Generative Artificial Intelligence (GenAI), particularly Large Language Models (LLMs), offer powerful capabilities for interpreting the complex data landscape in healthcare. In this paper, we present a comprehensive overview of the capabilities, requirements and applications of GenAI for deriving clinical insights and improving clinical efficiency. We first provide some background on the forms and sources of patient data, namely real-time Remote Patient Monitoring (RPM) streams and traditional Electronic Health Records (EHRs). The sheer volume and heterogeneity of this combined data present significant challenges to clinicians and contribute to information overload. In addition, we explore the potential of LLM-powered applications for improving clinical efficiency. These applications can enhance navigation of longitudinal patient data and provide actionable clinical decision support through natural language dialogue. We discuss the opportunities this presents for streamlining clinician workflows and personalizing care, alongside critical challenges such as data integration complexity, ensuring data quality and RPM data reliability, maintaining patient privacy, validating AI outputs for clinical safety, mitigating bias, and ensuring clinical acceptance. We believe this work represents the first summarization of GenAI techniques for managing clinician data overload due to combined RPM / EHR data complexities.


An AI Model for the Brain Is Coming to the ICU

WIRED

The Cleveland Clinic is partnering with San Francisco-based startup Piramidal to develop a large-scale AI model that will be used to monitor patients' brain health in intensive care units. Instead of being trained on text, the system is based on electroencephalogram (EEG) data, which is collected via electrodes placed on the scalp and then read out by a computer in a series of wavy lines. EEG records the brain's electrical activity--and changes in this activity can indicate a problem. In an ICU setting, doctors scan EEG data looking for evidence of seizures, altered consciousness, or a decline in brain function. Currently, doctors rely on continuous EEG monitoring to detect abnormal brain activity in an ICU patient, but they can't monitor every individual patient in real time.

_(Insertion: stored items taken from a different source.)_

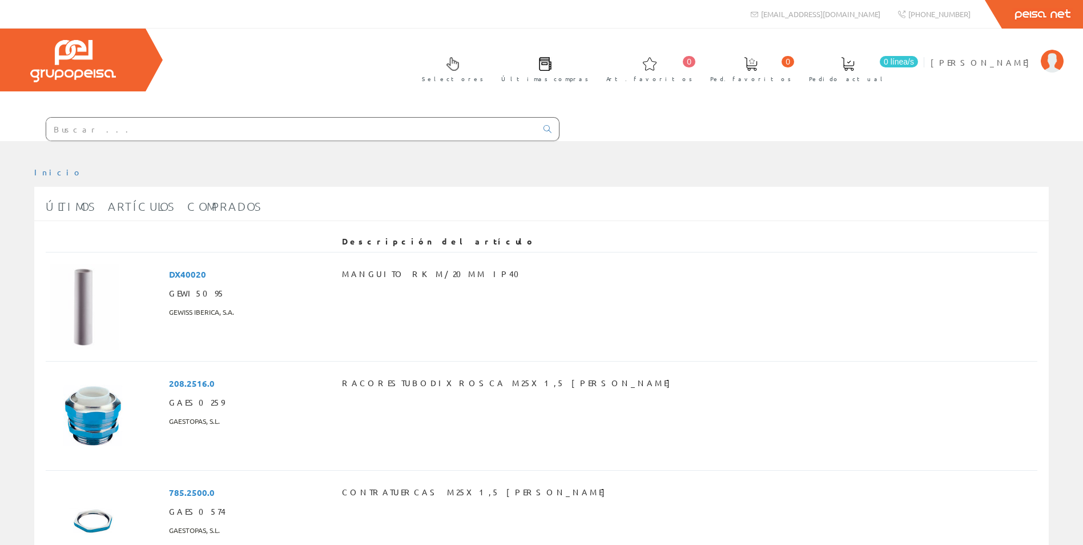 The width and height of the screenshot is (1083, 545). What do you see at coordinates (683, 242) in the screenshot?
I see `th: Descripción del artículo` at bounding box center [683, 242].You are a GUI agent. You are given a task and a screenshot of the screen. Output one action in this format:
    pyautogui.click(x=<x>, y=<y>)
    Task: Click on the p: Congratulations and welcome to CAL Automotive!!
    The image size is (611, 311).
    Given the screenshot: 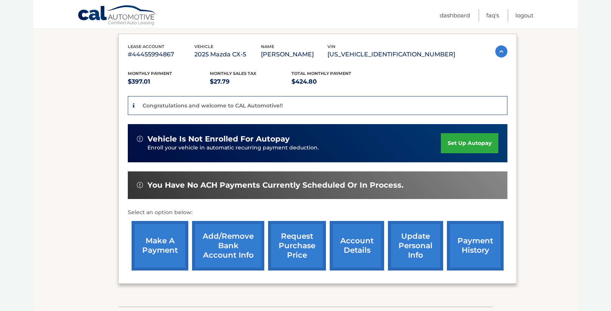 What is the action you would take?
    pyautogui.click(x=212, y=105)
    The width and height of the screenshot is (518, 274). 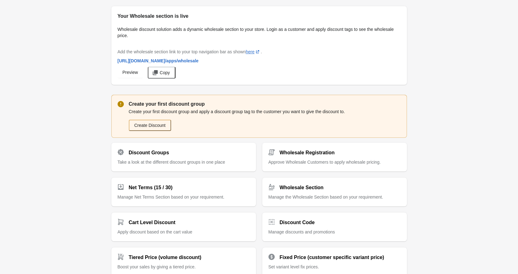 I want to click on span: Preview, so click(x=130, y=72).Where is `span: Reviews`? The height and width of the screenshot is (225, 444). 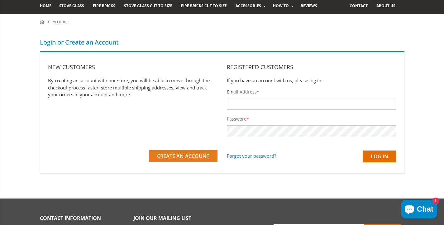
span: Reviews is located at coordinates (309, 6).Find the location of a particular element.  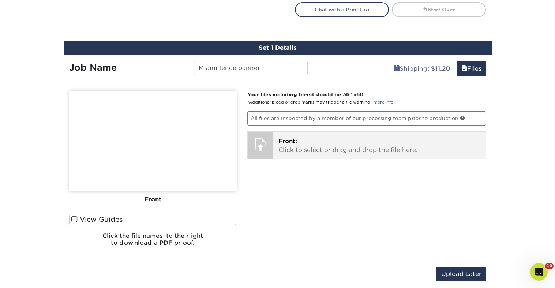

input: Upload Later is located at coordinates (462, 274).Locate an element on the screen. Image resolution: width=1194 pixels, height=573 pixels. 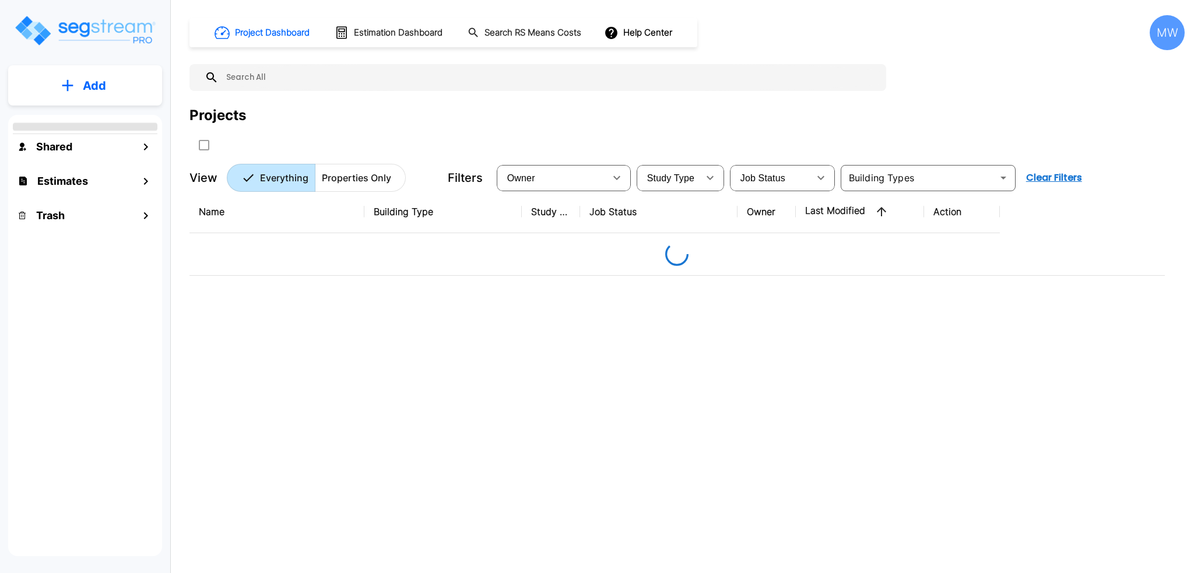
button: Everything is located at coordinates (271, 178).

Cross-patient Seizure Onset Zone Classification by Patient-Dependent Weight

Zhao, Xuyang, Sugano, Hidenori, Tanaka, Toshihisa

arXiv.org Artificial Intelligence

Identifying the seizure onset zone (SOZ) in patients with focal epilepsy is essential for surgical treatment and remains challenging due to its dependence on visual judgment by clinical experts. The development of machine learning can assist in diagnosis and has made promising progress. However, unlike data in other fields, medical data is usually collected from individual patients, and each patient has different illnesses, physical conditions, and medical histories, which leads to differences in the distribution of each patient's data. This makes it difficult for a machine learning model to achieve consistently reliable performance in every new patient dataset, which we refer to as the "cross-patient problem." In this paper, we propose a method to fine-tune a pretrained model using patient-specific weights for every new test patient to improve diagnostic performance. First, the supervised learning method is used to train a machine learning model. Next, using the intermediate features of the trained model obtained through the test patient data, the similarity between the test patient data and each training patient's data is defined to determine the weight of each training patient to be used in the following fine-tuning. Finally, we fine-tune all parameters in the pretrained model with training data and patient weights. In the experiment, the leave-one-patient-out method is used to evaluate the proposed method, and the results show improved classification accuracy for every test patient, with an average improvement of more than 10%.